Historians of the Middle East may look back on 2015 as the year when Islamic State burst on the world scene and Iran struck a deal to curb its nuclear ambitions. Yet the region also has a quieter history, one of portents rather than power. On Dec. 12, or almost five years to the date after the Arab Spring began, women in Saudi Arabia were allowed to cast votes and run for office for the first time. 

To be sure, this new right of Saudi women to participate in elected local councils was granted merely by a decree of the late King Abdullah, and perhaps only to shore up the monarchy’s legitimacy. Still, the truly historic part was this: More than 80 percent of eligible women voted – or almost twice as many as the number of men, and far above voter turnout in the West. Their rush to the ballot box was both inspirational and aspirational.

The Middle East is beset by at least four violent conflicts (in Syria, Iraq, Yemen, and Libya) yet the same social trends that led to the 2011 democratic revolts in Arab countries and to the 2009 Green Movement in Iran are still bubbling below the surface. In fact, popular frustration about jobs, dignity, or individual rights could be even higher than in 2010 when a young Tunisian fruit vendor lit himself on fire and ignited an anti-dictator rebellion in the region.

Polls confirm a steady support of democracy at about 70 percent. “Despite all the turmoil, relatively few citizens throughout the region have changed their views either about the degree to which their respective countries are democratic, or about democracy’s desirability,” writes Michael Robbins, director of the Arab Barometer opinion survey, in the October issue of Journal of Democracy. 

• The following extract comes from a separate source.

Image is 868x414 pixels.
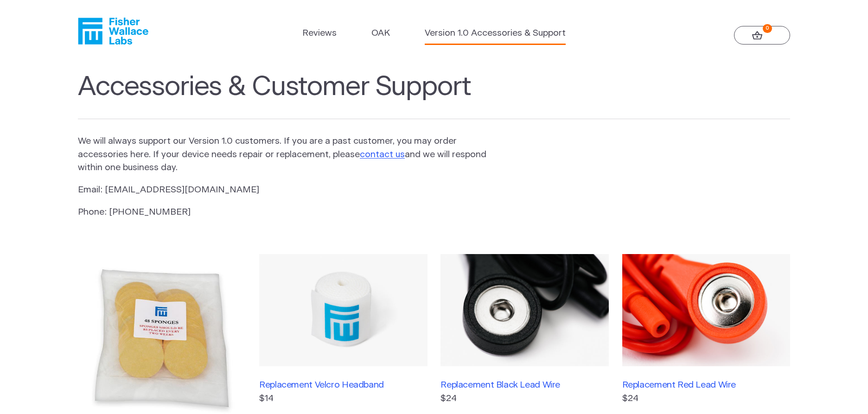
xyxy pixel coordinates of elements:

Another survey of Islamists, conducted by academics Charles Kurzman and Didem Türko¢glu, finds support for democracy is rising even among these conservative Muslims. And a World Bank report last April said that governments of the Middle East and North Africa are “failing to meet the needs of citizens and continues to be a source of widespread dissatisfaction.”

The main root of instability in the Middle East, says State Department regional expert Anne Patterson, is the challenge to the political legitimacy of authoritarian rulers. “Even during these difficult days, there is evidence that irreversible changes are under way in the region,” she told Congress in October.

Most Arabs, says United States Secretary of State John Kerry, are “far more interested in plugging into the world economy than slugging it out with historic foes.” (About two-thirds of the Middle East population is under age 25.)

The news of Saudi women voting for the first time may seem minor, yet it helps counter the impression of a region doomed by ancient forces, wars, or by its own sense of historic victimhood.

“There is no such thing as a Middle East curse,” states French political scientist Dominique Moïsi in Les Echos newspaper. “To conceive of the Arab world only as a victim, a mindset that leads in turn to such visions as a reconstituted caliphate, is no proof of love.”